Britain’s royal family marked King Charles III’s inaugural birthday parade with a balcony appearance at Buckingham Palace, where they watched an impressive fly-past while being cheered on by crowds.

Britain’s royal family rounded off King Charles III’s inaugural birthday parade Saturday with a balcony appearance at Buckingham Palace to watch a spectacular fly-past.

Three of the king’s young grandchildren — future king Prince George, nine, Prince Louis, five, and Princess Charlotte, eight — joined the rest of the family on the balcony with the princes sporting red ties and blue blazers and Charlotte in a sailor suit with red trim.

They were cheered by the crowds who gathered outside the palace and in The Mall, the avenue leading up to it.

The air display of some 70 military aircraft, following a 41-gun salute from nearby Green Park in central London, came after bad weather cut short a planned fly-past at Charles’s coronation on May 6.

It ended with the Red Arrows, the Royal Air Force’s aerobatic display team, trailing red, white and blue vapours.

Earlier, Charles saddled up for the annual Trooping the Colour parade that marks the British sovereign’s official birthday.

It was the first time the monarch has ridden at the ceremony since his mother, Queen Elizabeth II, in 1986.

Charles, who also took the royal salute, was followed on horseback as he inspected the troops by his eldest son and heir, Prince William, Charles’ brother Edward, the Duke of Edinburgh, and sister Anne, the Princess Royal.

Queen Camilla in a military-inspired red outfit, and William’s wife Catherine, the Princess of Wales, who was dressed in green, followed in a carriage.

The colourful display of regimental precision and pageantry was the first of 74-year-old Charles’s reign.

Charles’s actual birthday is on November 14 but British sovereigns celebrate twice — once in private and again in public.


What the task asks -
All pictures are to be excluded when the data below is output verbatim.
**** Records for the task
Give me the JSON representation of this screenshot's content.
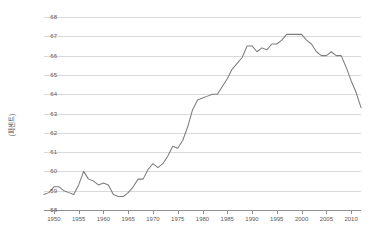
{
  "chart_data": {
    "type": "line",
    "title": "",
    "subtitle": "",
    "xlabel": "",
    "ylabel": "(퍼센트)",
    "ylim": [
      58,
      68
    ],
    "xlim": [
      1948,
      2012
    ],
    "grid": true,
    "legend": false,
    "legend_position": "none",
    "y_ticks": [
      68,
      67,
      66,
      65,
      64,
      63,
      62,
      61,
      60,
      59,
      58
    ],
    "x_ticks": [
      1950,
      1955,
      1960,
      1965,
      1970,
      1975,
      1980,
      1985,
      1990,
      1995,
      2000,
      2005,
      2010
    ],
    "series": [
      {
        "name": "labor-force-participation-rate",
        "color": "#7d7d7d",
        "x": [
          1948,
          1949,
          1950,
          1951,
          1952,
          1953,
          1954,
          1955,
          1956,
          1957,
          1958,
          1959,
          1960,
          1961,
          1962,
          1963,
          1964,
          1965,
          1966,
          1967,
          1968,
          1969,
          1970,
          1971,
          1972,
          1973,
          1974,
          1975,
          1976,
          1977,
          1978,
          1979,
          1980,
          1981,
          1982,
          1983,
          1984,
          1985,
          1986,
          1987,
          1988,
          1989,
          1990,
          1991,
          1992,
          1993,
          1994,
          1995,
          1996,
          1997,
          1998,
          1999,
          2000,
          2001,
          2002,
          2003,
          2004,
          2005,
          2006,
          2007,
          2008,
          2009,
          2010,
          2011,
          2012
        ],
        "values": [
          58.8,
          58.9,
          59.2,
          59.2,
          59.0,
          58.9,
          58.8,
          59.3,
          60.0,
          59.6,
          59.5,
          59.3,
          59.4,
          59.3,
          58.8,
          58.7,
          58.7,
          58.9,
          59.2,
          59.6,
          59.6,
          60.1,
          60.4,
          60.2,
          60.4,
          60.8,
          61.3,
          61.2,
          61.6,
          62.3,
          63.2,
          63.7,
          63.8,
          63.9,
          64.0,
          64.0,
          64.4,
          64.8,
          65.3,
          65.6,
          65.9,
          66.5,
          66.5,
          66.2,
          66.4,
          66.3,
          66.6,
          66.6,
          66.8,
          67.1,
          67.1,
          67.1,
          67.1,
          66.8,
          66.6,
          66.2,
          66.0,
          66.0,
          66.2,
          66.0,
          66.0,
          65.4,
          64.7,
          64.1,
          63.3
        ]
      }
    ]
  }
}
********
Output below -
Give me the JSON representation of this screenshot's content.
{
  "chart_data": {
    "type": "line",
    "title": "",
    "subtitle": "",
    "xlabel": "",
    "ylabel": "(퍼센트)",
    "ylim": [
      58,
      68
    ],
    "xlim": [
      1948,
      2012
    ],
    "grid": true,
    "legend": false,
    "legend_position": "none",
    "y_ticks": [
      68,
      67,
      66,
      65,
      64,
      63,
      62,
      61,
      60,
      59,
      58
    ],
    "x_ticks": [
      1950,
      1955,
      1960,
      1965,
      1970,
      1975,
      1980,
      1985,
      1990,
      1995,
      2000,
      2005,
      2010
    ],
    "series": [
      {
        "name": "labor-force-participation-rate",
        "color": "#7d7d7d",
        "x": [
          1948,
          1949,
          1950,
          1951,
          1952,
          1953,
          1954,
          1955,
          1956,
          1957,
          1958,
          1959,
          1960,
          1961,
          1962,
          1963,
          1964,
          1965,
          1966,
          1967,
          1968,
          1969,
          1970,
          1971,
          1972,
          1973,
          1974,
          1975,
          1976,
          1977,
          1978,
          1979,
          1980,
          1981,
          1982,
          1983,
          1984,
          1985,
          1986,
          1987,
          1988,
          1989,
          1990,
          1991,
          1992,
          1993,
          1994,
          1995,
          1996,
          1997,
          1998,
          1999,
          2000,
          2001,
          2002,
          2003,
          2004,
          2005,
          2006,
          2007,
          2008,
          2009,
          2010,
          2011,
          2012
        ],
        "values": [
          58.8,
          58.9,
          59.2,
          59.2,
          59.0,
          58.9,
          58.8,
          59.3,
          60.0,
          59.6,
          59.5,
          59.3,
          59.4,
          59.3,
          58.8,
          58.7,
          58.7,
          58.9,
          59.2,
          59.6,
          59.6,
          60.1,
          60.4,
          60.2,
          60.4,
          60.8,
          61.3,
          61.2,
          61.6,
          62.3,
          63.2,
          63.7,
          63.8,
          63.9,
          64.0,
          64.0,
          64.4,
          64.8,
          65.3,
          65.6,
          65.9,
          66.5,
          66.5,
          66.2,
          66.4,
          66.3,
          66.6,
          66.6,
          66.8,
          67.1,
          67.1,
          67.1,
          67.1,
          66.8,
          66.6,
          66.2,
          66.0,
          66.0,
          66.2,
          66.0,
          66.0,
          65.4,
          64.7,
          64.1,
          63.3
        ]
      }
    ]
  }
}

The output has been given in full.